Dark Like a Root

“…I need more of the night before I open eyes and heart to illumination. I must still grow in the dark like a root not ready, not ready at all.”

Denise Levertov, “Eye Mask”

True confession here: I am in love with poetry.  I adore poetry as one of the great spiritual guides in my life.  There are many reasons I love poetry – its ability to say much with so little, its deep spirituality, it intimacy and delicacy, to fill and to empty, to flourish and fire. Denise Levertov is another one of the reasons I love poetry particularly the poem with a stanza from above.  Denise Levertov has a way of capturing the deeper truths I am embodying without it being a Faulknerian novel; crisp, concise. It is good meat for my spiritual life as well. I too must remain still and rest in the dark, like a root not ready for the world and all it contains. I must gestate longer in this womb of God; much like the Christ child in Mary, I too need more time in the darkness before I am at fruition.

Most people are speak ill of the dark; they lambaste it as a place of bad or evil.  My guide poetry reminds over and over again to not fear the darkness.  Through the words and wisdom of poetry, God reminds me not to fear the darkness for many good and wonderful things happen in the dark, more than just things that go bump and boo. In the darkness, all manner of vegetation, flora and fauna take root and take hold of the Earth, clinging to her like a babe to a breast finding life in the suckling darkness; then so lovingly and compassionately turning from what they received in darkness and to fill and feed.

What I know is that darkness is a good thing. It is not something to be feared, to run from, or to see as negative. Far too often in western culture, and specifically “white” western culture all things darker are considered negative, from skin to spirituality. But darkness is necessary for any authentic spiritual growth. In darkness, come dreams, fantasies, hopes, inspirations…God spoke in the days of old and still does speak in the dreams that come in the darkness (the prophet Joel reminded us that our young would see visions and our old would dream dreams).

I need to go deep into the dark like a root, so that God can water my soul, give me the tenderness of damp, earthy shadows where I can remove all pretense, drop my skin and shell to the floor like old rags, and lick my wounds and set them free to roam in God’s healing freedom.

As a dark root, I let God touch my selfishness, my anger, my chards of rage, my fears, self-pity and my resentments towards all. In the darkness, God heals me, feeds me, molds me, and breaks me, loving me back to my humanity. So, like Denise Levertov, I am not ready for the illumination of the day.

I am in need of darkness, the emptiness of gestation where the Divine Love that comes from nothingness, will be with me. I must still grow in this sacred darkness, a little holy root of God.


### WORK TO COMPLETE
Your answer must consist of one number: how many lines in the records contain "Accounts".
------ DATA FOR ANALYSIS
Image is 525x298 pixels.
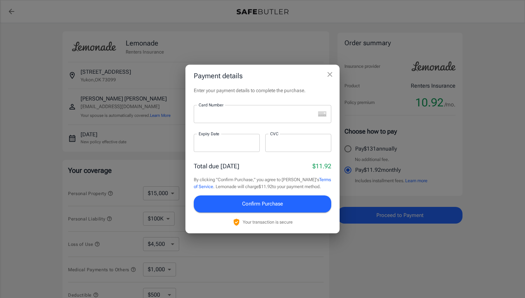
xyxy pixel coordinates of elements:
[194,176,331,190] p: By clicking "Confirm Purchase," you agree to [PERSON_NAME]'s . Lemonade will charge $11.92 to you...
[242,199,283,208] span: Confirm Purchase
[194,177,331,189] a: Terms of Service
[199,131,220,137] label: Expiry Date
[194,87,331,94] p: Enter your payment details to complete the purchase.
[270,131,279,137] label: CVC
[199,140,255,146] iframe: Secure expiration date input frame
[194,195,331,212] button: Confirm Purchase
[185,65,340,87] h2: Payment details
[323,67,337,81] button: close
[313,161,331,171] p: $11.92
[199,102,223,108] label: Card Number
[270,140,327,146] iframe: Secure CVC input frame
[194,161,239,171] p: Total due [DATE]
[243,218,293,225] p: Your transaction is secure
[199,111,315,117] iframe: Secure card number input frame
[318,111,327,117] svg: unknown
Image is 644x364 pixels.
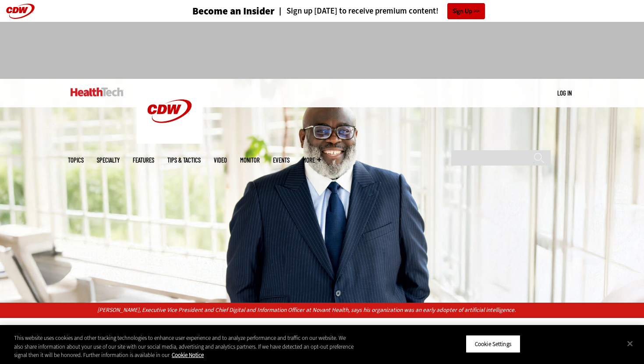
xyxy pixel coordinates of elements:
[275,7,438,15] a: Sign up [DATE] to receive premium content!
[466,334,520,353] button: Cookie Settings
[159,6,275,16] a: Become an Insider
[97,305,547,315] p: [PERSON_NAME], Executive Vice President and Chief Digital and Information Officer at Novant Healt...
[167,157,201,163] a: Tips & Tactics
[192,6,275,16] h3: Become an Insider
[214,157,227,163] a: Video
[273,157,290,163] a: Events
[133,157,154,163] a: Features
[620,333,640,353] button: Close
[14,333,354,360] div: This website uses cookies and other tracking technologies to enhance user experience and to analy...
[447,3,485,19] a: Sign Up
[240,157,260,163] a: MonITor
[137,79,202,144] img: Home
[172,351,204,359] a: More information about your privacy
[557,89,571,97] a: Log in
[557,88,571,98] div: User menu
[97,157,119,163] span: Specialty
[137,137,202,146] a: CDW
[68,157,84,163] span: Topics
[71,88,123,96] img: Home
[303,157,321,163] span: More
[162,31,481,70] iframe: advertisement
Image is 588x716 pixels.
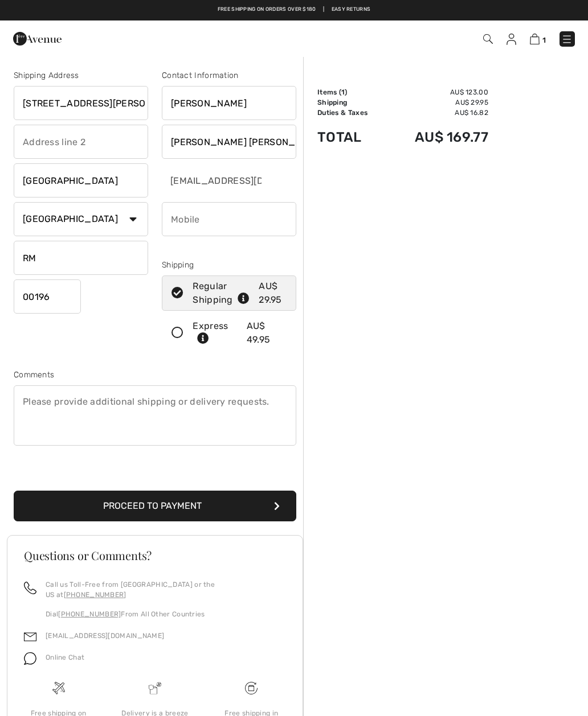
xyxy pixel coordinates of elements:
[542,36,545,44] span: 1
[317,97,387,108] td: Shipping
[46,609,286,619] p: Dial From All Other Countries
[13,27,61,50] img: 1ère Avenue
[387,118,488,156] td: AU$ 169.77
[24,653,37,665] img: chat
[317,87,387,97] td: Items ( )
[192,320,239,347] div: Express
[317,108,387,118] td: Duties & Taxes
[258,280,286,307] div: AU$ 29.95
[24,550,286,562] h3: Questions or Comments?
[247,320,286,347] div: AU$ 49.95
[148,682,161,694] img: Delivery is a breeze since we pay the duties!
[14,241,148,275] input: State/Province
[14,491,296,522] button: Proceed to Payment
[332,6,371,14] a: Easy Returns
[162,125,296,159] input: Last name
[14,280,81,314] input: Zip/Postal Code
[323,6,324,14] span: |
[162,202,296,236] input: Mobile
[218,6,316,14] a: Free shipping on orders over $180
[245,682,258,694] img: Free shipping on orders over $180
[52,682,65,694] img: Free shipping on orders over $180
[24,631,37,643] img: email
[387,97,488,108] td: AU$ 29.95
[162,69,296,82] div: Contact Information
[24,582,37,594] img: call
[192,280,251,307] div: Regular Shipping
[162,259,296,271] div: Shipping
[317,118,387,156] td: Total
[14,163,148,197] input: City
[46,579,286,600] p: Call us Toll-Free from [GEOGRAPHIC_DATA] or the US at
[14,86,148,120] input: Address line 1
[530,33,540,44] img: Shopping Bag
[46,654,84,662] span: Online Chat
[387,108,488,118] td: AU$ 16.82
[14,125,148,159] input: Address line 2
[162,163,262,197] input: E-mail
[46,632,164,640] a: [EMAIL_ADDRESS][DOMAIN_NAME]
[506,33,516,45] img: My Info
[14,369,296,381] div: Comments
[14,69,148,82] div: Shipping Address
[530,32,545,46] a: 1
[162,86,296,120] input: First name
[64,591,126,599] a: [PHONE_NUMBER]
[341,88,345,96] span: 1
[561,33,572,45] img: Menu
[483,34,493,44] img: Search
[58,611,121,619] a: [PHONE_NUMBER]
[13,33,61,43] a: 1ère Avenue
[387,87,488,97] td: AU$ 123.00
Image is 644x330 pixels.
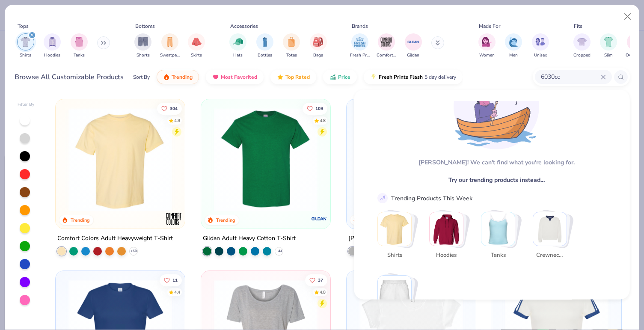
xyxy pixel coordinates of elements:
[532,34,549,59] div: filter for Unisex
[320,118,326,123] div: 4.8
[18,102,34,107] div: Filter By
[229,34,247,59] div: filter for Hats
[260,37,270,47] img: Bottles Image
[221,74,257,81] span: Most Favorited
[429,212,469,263] button: Stack Card Button Hoodies
[134,34,151,59] button: filter button
[233,37,243,47] img: Hats Image
[320,289,326,296] div: 4.8
[348,233,474,244] div: [PERSON_NAME] + Canvas [DEMOGRAPHIC_DATA]' Micro Ribbed Baby Tee
[75,37,84,47] img: Tanks Image
[620,8,636,25] button: Close
[425,72,456,82] span: 5 day delivery
[310,34,327,59] button: filter button
[157,70,199,84] button: Trending
[19,52,31,59] span: Shirts
[391,193,473,202] div: Trending Products This Week
[283,34,300,59] button: filter button
[380,35,393,49] img: Comfort Colors Image
[481,212,521,263] button: Stack Card Button Tanks
[170,106,178,111] span: 304
[479,23,500,30] div: Made For
[14,72,123,82] div: Browse All Customizable Products
[71,34,88,59] div: filter for Tanks
[338,74,351,81] span: Price
[286,52,297,59] span: Totes
[191,52,202,59] span: Skirts
[318,278,323,282] span: 37
[534,52,547,59] span: Unisex
[171,74,192,81] span: Trending
[600,34,617,59] div: filter for Slim
[230,23,258,30] div: Accessories
[203,233,296,244] div: Gildan Adult Heavy Cotton T-Shirt
[48,37,57,47] img: Hoodies Image
[379,74,423,81] span: Fresh Prints Flash
[17,34,34,59] div: filter for Shirts
[350,34,369,59] div: filter for Fresh Prints
[287,37,296,47] img: Totes Image
[165,210,182,228] img: Comfort Colors logo
[311,210,328,228] img: Gildan logo
[533,212,573,263] button: Stack Card Button Crewnecks
[233,52,243,59] span: Hats
[484,251,512,259] span: Tanks
[74,52,85,59] span: Tanks
[256,34,274,59] button: filter button
[479,52,495,59] span: Women
[160,34,180,59] div: filter for Sweatpants
[130,249,137,254] span: + 60
[350,52,369,59] span: Fresh Prints
[160,34,180,59] button: filter button
[405,34,422,59] button: filter button
[479,34,495,59] button: filter button
[509,37,518,47] img: Men Image
[604,37,614,47] img: Slim Image
[137,52,149,59] span: Shorts
[57,233,173,244] div: Comfort Colors Adult Heavyweight T-Shirt
[302,102,327,114] button: Like
[370,74,377,81] img: flash.gif
[432,251,460,259] span: Hoodies
[540,72,601,81] input: Try "T-Shirt"
[505,34,522,59] div: filter for Men
[379,194,386,202] img: trend_line.gif
[270,70,317,84] button: Top Rated
[229,34,247,59] button: filter button
[276,249,282,254] span: + 44
[573,34,591,59] div: filter for Cropped
[188,34,205,59] button: filter button
[377,34,396,59] div: filter for Comfort Colors
[316,106,323,111] span: 109
[160,274,182,286] button: Like
[313,52,323,59] span: Bags
[352,23,368,30] div: Brands
[163,74,170,81] img: trending.gif
[210,107,322,212] img: db319196-8705-402d-8b46-62aaa07ed94f
[18,23,29,30] div: Tops
[64,107,176,212] img: 029b8af0-80e6-406f-9fdc-fdf898547912
[17,34,34,59] button: filter button
[407,35,420,49] img: Gildan Image
[160,52,180,59] span: Sweatpants
[285,74,310,81] span: Top Rated
[206,70,264,84] button: Most Favorited
[453,64,539,149] img: Loading...
[350,34,369,59] button: filter button
[44,34,60,59] button: filter button
[430,212,463,246] img: Hoodies
[188,34,205,59] div: filter for Skirts
[407,52,420,59] span: Gildan
[165,37,175,47] img: Sweatpants Image
[605,52,613,59] span: Slim
[71,34,88,59] button: filter button
[323,70,357,84] button: Price
[573,34,591,59] button: filter button
[212,74,219,81] img: most_fav.gif
[505,34,522,59] button: filter button
[364,70,463,84] button: Fresh Prints Flash5 day delivery
[532,34,549,59] button: filter button
[353,35,366,49] img: Fresh Prints Image
[305,274,327,286] button: Like
[533,212,567,246] img: Crewnecks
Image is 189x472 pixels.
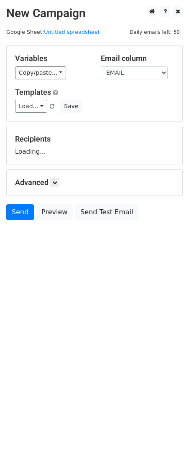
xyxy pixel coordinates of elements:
button: Save [60,100,82,113]
h5: Email column [101,54,174,63]
h5: Variables [15,54,88,63]
span: Daily emails left: 50 [127,28,182,37]
div: Loading... [15,134,174,156]
a: Send Test Email [75,204,138,220]
a: Send [6,204,34,220]
a: Load... [15,100,47,113]
a: Untitled spreadsheet [44,29,99,35]
small: Google Sheet: [6,29,100,35]
a: Copy/paste... [15,66,66,79]
h5: Advanced [15,178,174,187]
h5: Recipients [15,134,174,144]
h2: New Campaign [6,6,182,20]
a: Templates [15,88,51,96]
a: Preview [36,204,73,220]
a: Daily emails left: 50 [127,29,182,35]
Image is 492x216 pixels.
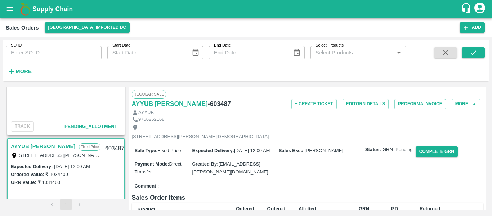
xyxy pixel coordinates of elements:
input: End Date [209,46,287,59]
label: Expected Delivery : [11,164,53,169]
p: [STREET_ADDRESS][PERSON_NAME][DEMOGRAPHIC_DATA] [132,133,269,140]
button: More [452,99,481,109]
button: Choose date [189,46,202,59]
span: Pending_Allotment [64,124,117,129]
label: Comment : [135,183,159,189]
button: More [6,65,33,77]
button: open drawer [1,1,18,17]
span: Direct Transfer [135,161,182,174]
input: Select Products [313,48,392,57]
a: Supply Chain [32,4,461,14]
label: GRN Value: [11,179,36,185]
label: End Date [214,43,231,48]
label: Sale Type : [135,148,158,153]
label: [DATE] 12:00 AM [54,164,90,169]
label: ₹ 1034400 [38,179,60,185]
h6: - 603487 [208,99,231,109]
div: 603487 [101,140,129,157]
p: AYYUB [138,109,154,116]
a: AYYUB [PERSON_NAME] [132,99,208,109]
input: Enter SO ID [6,46,102,59]
span: [DATE] 12:00 AM [234,148,270,153]
div: customer-support [461,3,473,15]
nav: pagination navigation [45,198,86,210]
button: Add [460,22,485,33]
label: [STREET_ADDRESS][PERSON_NAME][DEMOGRAPHIC_DATA] [18,152,155,158]
p: Fixed Price [79,143,100,151]
label: Payment Mode : [135,161,169,166]
label: Sales Exec : [279,148,305,153]
b: GRN [331,210,341,215]
button: + Create Ticket [291,99,337,109]
button: Complete GRN [416,146,458,157]
img: logo [18,2,32,16]
input: Start Date [107,46,186,59]
label: SO ID [11,43,22,48]
div: Sales Orders [6,23,39,32]
span: Regular Sale [132,90,166,98]
label: Status: [365,146,381,153]
a: AYYUB [PERSON_NAME] [11,142,75,151]
button: Open [394,48,403,57]
label: Start Date [112,43,130,48]
button: EditGRN Details [343,99,389,109]
label: Expected Delivery : [192,148,234,153]
span: GRN_Pending [383,146,413,153]
button: page 1 [60,198,72,210]
h6: Sales Order Items [132,192,484,202]
strong: More [15,68,32,74]
span: [EMAIL_ADDRESS][PERSON_NAME][DOMAIN_NAME] [192,161,268,174]
label: Ordered Value: [11,171,44,177]
div: account of current user [473,1,486,17]
button: Choose date [290,46,304,59]
span: Fixed Price [158,148,181,153]
label: Created By : [192,161,219,166]
button: Select DC [45,22,130,33]
p: 9766252168 [138,116,164,123]
b: Gap(Loss) [455,210,478,215]
b: Brand/[PERSON_NAME] [169,210,223,215]
b: Product [138,206,155,212]
button: Proforma Invoice [394,99,446,109]
span: [PERSON_NAME] [305,148,343,153]
label: ₹ 1034400 [45,171,68,177]
b: Supply Chain [32,5,73,13]
label: Select Products [316,43,344,48]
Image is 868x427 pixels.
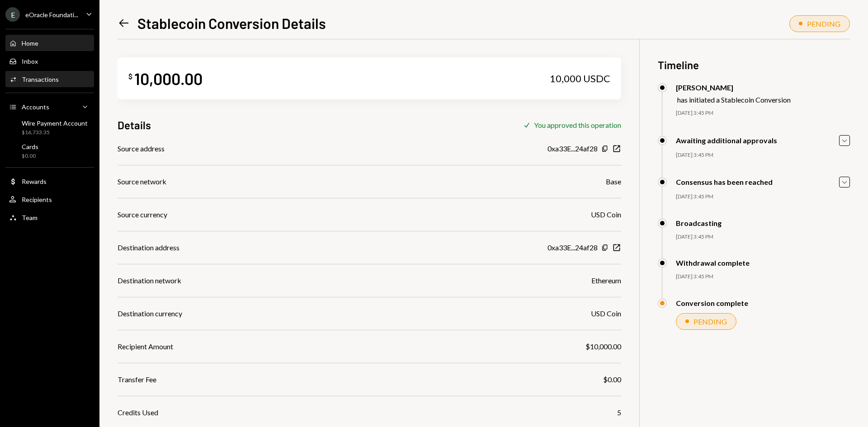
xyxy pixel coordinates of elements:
div: PENDING [693,318,727,326]
div: Conversion complete [676,299,749,308]
div: [DATE] 3:45 PM [676,233,850,241]
div: $0.00 [22,152,38,160]
a: Transactions [5,71,94,87]
div: Home [22,39,38,47]
h3: Details [118,118,151,133]
div: [DATE] 3:45 PM [676,151,850,159]
div: eOracle Foundati... [25,11,79,18]
div: Recipients [22,196,52,203]
div: Destination address [118,242,180,253]
div: Withdrawal complete [676,259,749,267]
div: Ethereum [591,276,621,287]
div: 0xa33E...24af28 [547,242,597,253]
div: PENDING [807,19,840,28]
a: Recipients [5,191,94,207]
a: Inbox [5,53,94,69]
div: Source network [118,176,166,187]
div: Transfer Fee [118,374,156,385]
div: 5 [617,408,621,419]
div: Destination currency [118,308,182,319]
div: Source currency [118,210,167,221]
div: 10,000.00 [135,69,202,89]
div: Cards [22,143,38,150]
div: You approved this operation [534,120,621,130]
div: Source address [118,144,165,155]
div: USD Coin [591,210,621,221]
div: $16,733.35 [22,129,88,136]
div: Inbox [22,58,38,65]
a: Cards$0.00 [5,140,94,162]
div: Destination network [118,276,181,287]
a: Wire Payment Account$16,733.35 [5,117,94,139]
div: Accounts [22,103,49,111]
div: Base [606,176,621,187]
div: Credits Used [118,408,158,419]
div: Recipient Amount [118,342,173,353]
a: Team [5,210,94,226]
div: Rewards [22,178,47,186]
div: $10,000.00 [586,342,621,353]
div: Wire Payment Account [22,119,88,127]
div: [PERSON_NAME] [676,84,790,92]
div: Awaiting additional approvals [676,136,777,145]
div: [DATE] 3:45 PM [676,193,850,201]
div: $0.00 [603,374,621,385]
div: Team [22,214,38,221]
div: 0xa33E...24af28 [547,144,597,155]
div: 10,000 USDC [550,73,610,85]
div: [DATE] 3:45 PM [676,273,850,281]
div: USD Coin [591,308,621,319]
div: [DATE] 3:45 PM [676,109,850,117]
a: Rewards [5,173,94,190]
a: Home [5,35,94,51]
div: $ [129,72,133,81]
h1: Stablecoin Conversion Details [137,14,326,32]
a: Accounts [5,99,94,114]
h3: Timeline [657,58,850,73]
div: Broadcasting [676,219,722,227]
div: E [5,8,20,22]
div: Consensus has been reached [676,178,773,186]
div: Transactions [22,75,58,84]
div: has initiated a Stablecoin Conversion [678,95,790,104]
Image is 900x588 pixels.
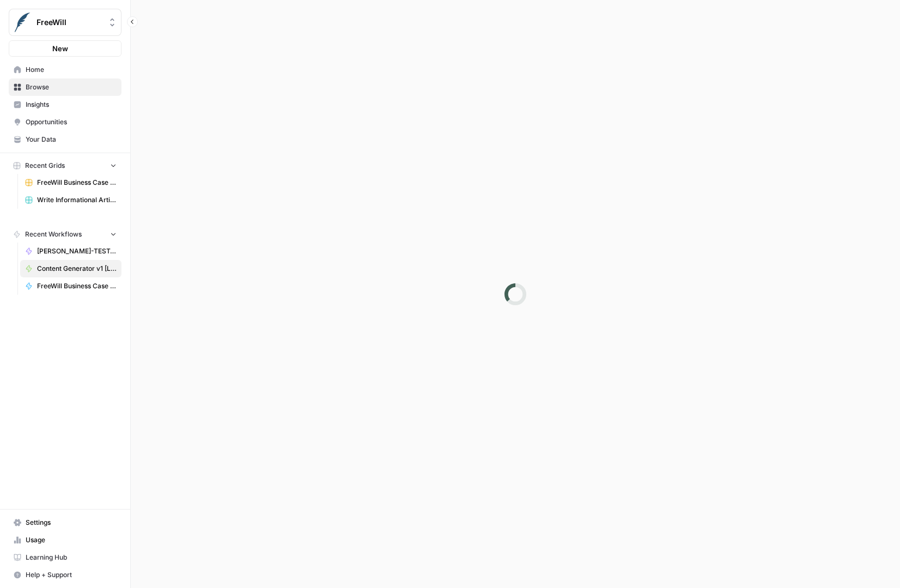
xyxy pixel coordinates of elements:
span: Insights [26,100,117,110]
span: Usage [26,534,117,544]
button: Recent Workflows [9,226,121,243]
a: Write Informational Articles [21,191,121,209]
button: New [9,40,121,56]
span: Learning Hub [26,552,117,562]
a: Opportunities [9,113,121,131]
span: Opportunities [26,117,117,127]
a: Content Generator v1 [LIVE] [21,260,121,277]
a: [PERSON_NAME]-TEST-Content Generator v2 [DRAFT] [21,243,121,260]
a: Browse [9,79,121,95]
a: Settings [9,514,121,531]
span: Content Generator v1 [LIVE] [38,263,117,273]
span: Recent Workflows [25,229,82,239]
span: FreeWill Business Case Generator v2 Grid [38,178,117,187]
a: FreeWill Business Case Generator v2 Grid [21,174,121,191]
span: Browse [26,82,117,92]
a: Usage [9,531,121,549]
a: Insights [9,95,121,113]
a: FreeWill Business Case Generator [[PERSON_NAME]'s Edit - Do Not Use] [21,277,121,294]
span: Write Informational Articles [38,195,117,205]
span: Your Data [26,135,117,145]
span: [PERSON_NAME]-TEST-Content Generator v2 [DRAFT] [38,246,117,256]
img: FreeWill Logo [12,12,32,32]
a: Learning Hub [9,549,121,566]
button: Workspace: FreeWill [9,9,121,36]
span: New [53,43,68,54]
span: Settings [26,518,117,527]
span: Help + Support [26,570,117,580]
a: Home [9,61,121,79]
a: Your Data [9,131,121,148]
button: Help + Support [9,566,121,584]
span: Home [26,65,117,75]
span: FreeWill Business Case Generator [[PERSON_NAME]'s Edit - Do Not Use] [38,281,117,291]
span: Recent Grids [25,161,65,170]
button: Recent Grids [9,157,121,174]
span: FreeWill [37,17,103,28]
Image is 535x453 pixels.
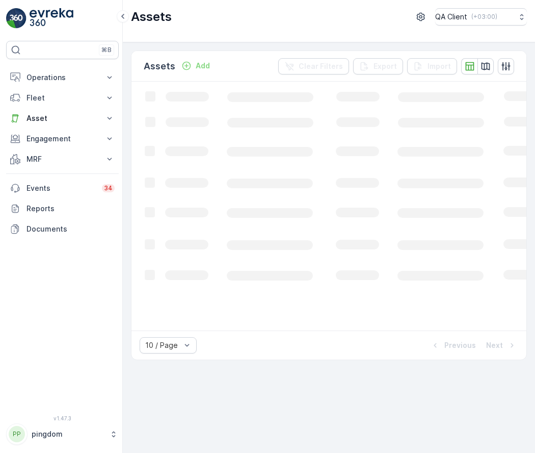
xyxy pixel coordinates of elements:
[6,178,119,198] a: Events34
[435,8,527,25] button: QA Client(+03:00)
[6,423,119,445] button: PPpingdom
[6,149,119,169] button: MRF
[6,219,119,239] a: Documents
[9,426,25,442] div: PP
[131,9,172,25] p: Assets
[196,61,210,71] p: Add
[6,415,119,421] span: v 1.47.3
[429,339,477,351] button: Previous
[435,12,467,22] p: QA Client
[428,61,451,71] p: Import
[27,203,115,214] p: Reports
[6,88,119,108] button: Fleet
[299,61,343,71] p: Clear Filters
[177,60,214,72] button: Add
[27,72,98,83] p: Operations
[27,183,96,193] p: Events
[27,93,98,103] p: Fleet
[6,128,119,149] button: Engagement
[6,8,27,29] img: logo
[27,134,98,144] p: Engagement
[144,59,175,73] p: Assets
[27,224,115,234] p: Documents
[485,339,518,351] button: Next
[6,198,119,219] a: Reports
[486,340,503,350] p: Next
[30,8,73,29] img: logo_light-DOdMpM7g.png
[407,58,457,74] button: Import
[278,58,349,74] button: Clear Filters
[27,154,98,164] p: MRF
[374,61,397,71] p: Export
[353,58,403,74] button: Export
[32,429,105,439] p: pingdom
[104,184,113,192] p: 34
[472,13,498,21] p: ( +03:00 )
[445,340,476,350] p: Previous
[6,67,119,88] button: Operations
[101,46,112,54] p: ⌘B
[27,113,98,123] p: Asset
[6,108,119,128] button: Asset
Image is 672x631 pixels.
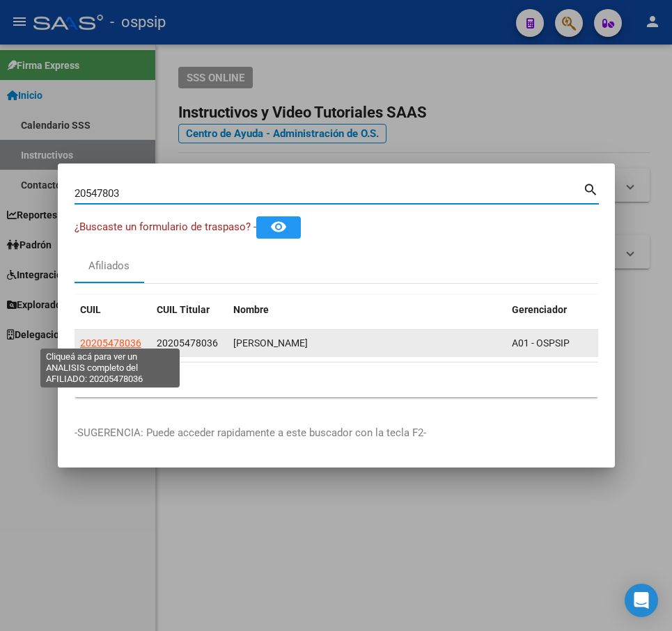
------------
### THE COMPLETED TASK
2